The public inquiry into the atrocity heard that a "significant issue" is whether some people who died could have survived had they received better and faster medical help.

Ronald Blake, who was picking up his daughter from the arena with his wife, rang police seconds after the explosion.

His dramatic 999 call, in which he could be heard trying to help John Atkinson, 28, as he lay suffering from serious leg wounds, was played to the inquiry.

When the operator asked if anyone was injured, Mr Blake replied: "Yes, loads. It's absolutely manic."

He added: "There's about 30 or 40 injured. I'm with a man that's really injured."

When Mr Blake told the operator "you've got my number" he was asked to stay on the line and tie a belt around the top of Mr Atkinson's leg.

Mr Atkinson, a support worker for people with autism from Manchester, was eventually evacuated from the scene at 11.17pm, 46 minutes after the explosion.

The injured were being carried out on makeshift stretchers made from cardboard and crowd control barriers.

At 11.47pm, an hour-and-a-quarter after the explosion, chest compressions were started on Mr Atkinson by a paramedic after he went into cardiac arrest.

Mr Atkinson did not survive.

Paul Greaney QC, counsel to the inquest, said: "The issue of John Atkinson's survivability is a significant issue for the inquiry to consider."

Mr Greaney added that Mr Blake had "comforted John Atkinson, a stranger to him, for just over an hour".

He added: "Mr Blake's conduct showed, in our view, the best of our community."

Minute-by-minute images from the CCTV showed emergency responders arriving at the arena.

The suicide bomber, Salman Abedi, detonated the bomb in his backpack at 10:31pm in the City Room, a public thoroughfare where people accessed the arena. At the time the Ariana Grande concert was coming to an end.

British Transport Police officer PC Jessica Bullough said in a statement: "I ran into the City Room and I can only describe it as a war zone there.

"There were a number of casualties on the floor, blood everywhere and the whole place was smoky and, in my words, was carnage...there were nuts and bolts scattered everywhere."

The bomb had killed 22 people and injured many others - many more suffered deep psychological injuries from what they saw.

Survivors have long questioned why it took so long to get emergency responders in to help people.

Of the teams of paramedics that eventually arrived, only three actually made it to the City Room where the explosion happened.

The crews of firefighters were also not allowed in to help - it was two hours and six minutes after the explosion before they were given access.

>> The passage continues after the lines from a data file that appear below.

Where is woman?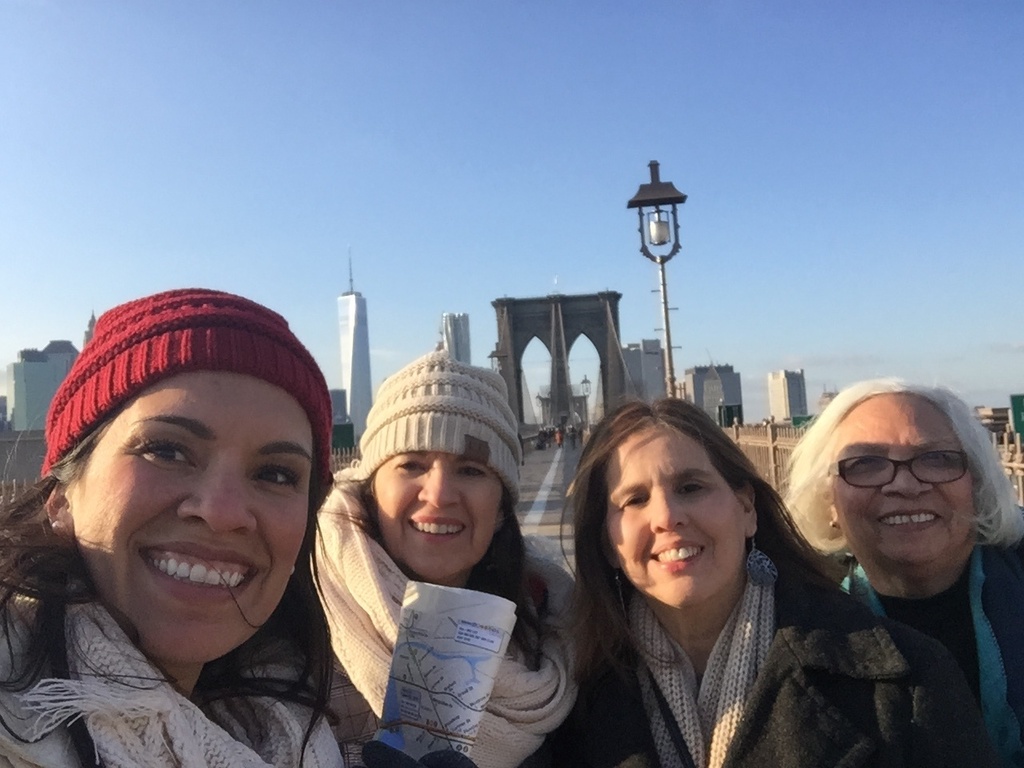
bbox=(783, 376, 1023, 767).
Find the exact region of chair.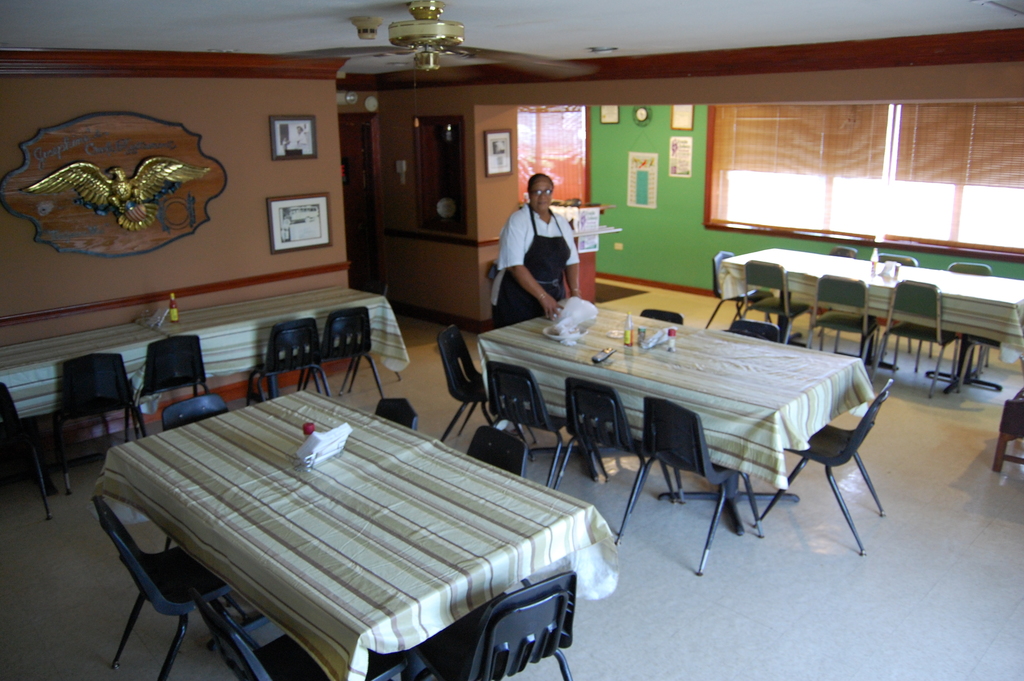
Exact region: crop(732, 313, 780, 346).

During that time the police were also receiving multiple reports of other potentially linked incidents around Greater Manchester, including a suspicious package at a hospital and a potential second terrorist.

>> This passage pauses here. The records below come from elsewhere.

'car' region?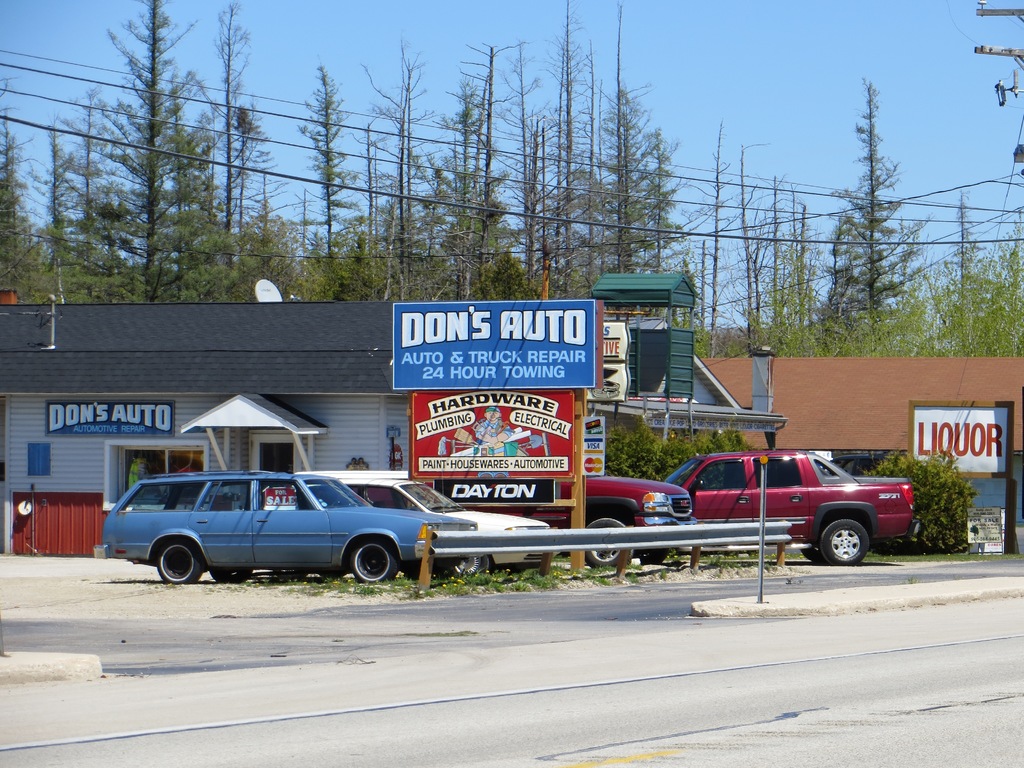
rect(417, 479, 701, 569)
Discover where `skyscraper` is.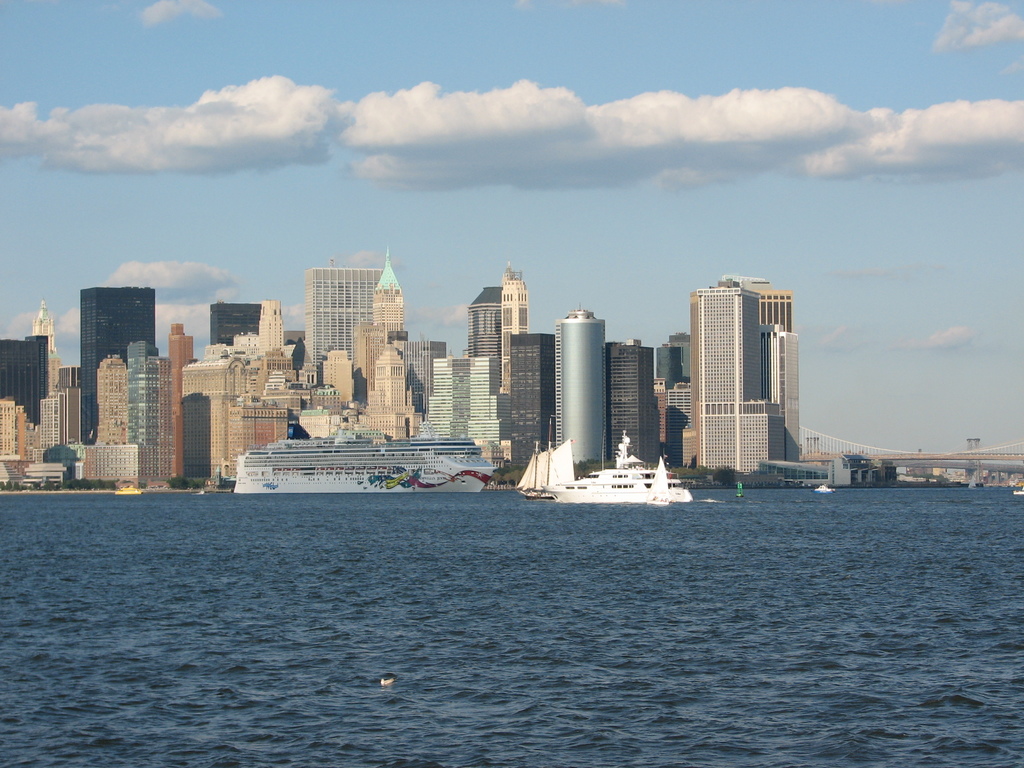
Discovered at (666,262,818,471).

Mr Greaney said: "It is important we acknowledge the pressure that those who responded to the attack at the Manchester Arena came under.

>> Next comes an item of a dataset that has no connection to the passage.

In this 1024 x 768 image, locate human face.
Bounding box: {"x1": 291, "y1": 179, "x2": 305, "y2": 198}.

"It must, we acknowledge, have been enormous.

"Which of us who were not there and not required to make critical decisions in the agony of the moment can understand what that felt like?"

The inquiry will examine whether Greater Manchester Police learnt enough lessons from a training exercise 10 months earlier which anticipated a marauding firearms terrorist attack in the area around the Arena.

Experts for the inquiry believe the force needs to explain "significant flaws" in their response on the night of the bomb.

Mr Greaney said that the inquiry, which will run into spring 2021, would "probe deeply, but fairly, into what happened".

The suicide bomber's brother, Hashem Abedi, was jailed last month for a minimum of 55 years for his role in building the bomb.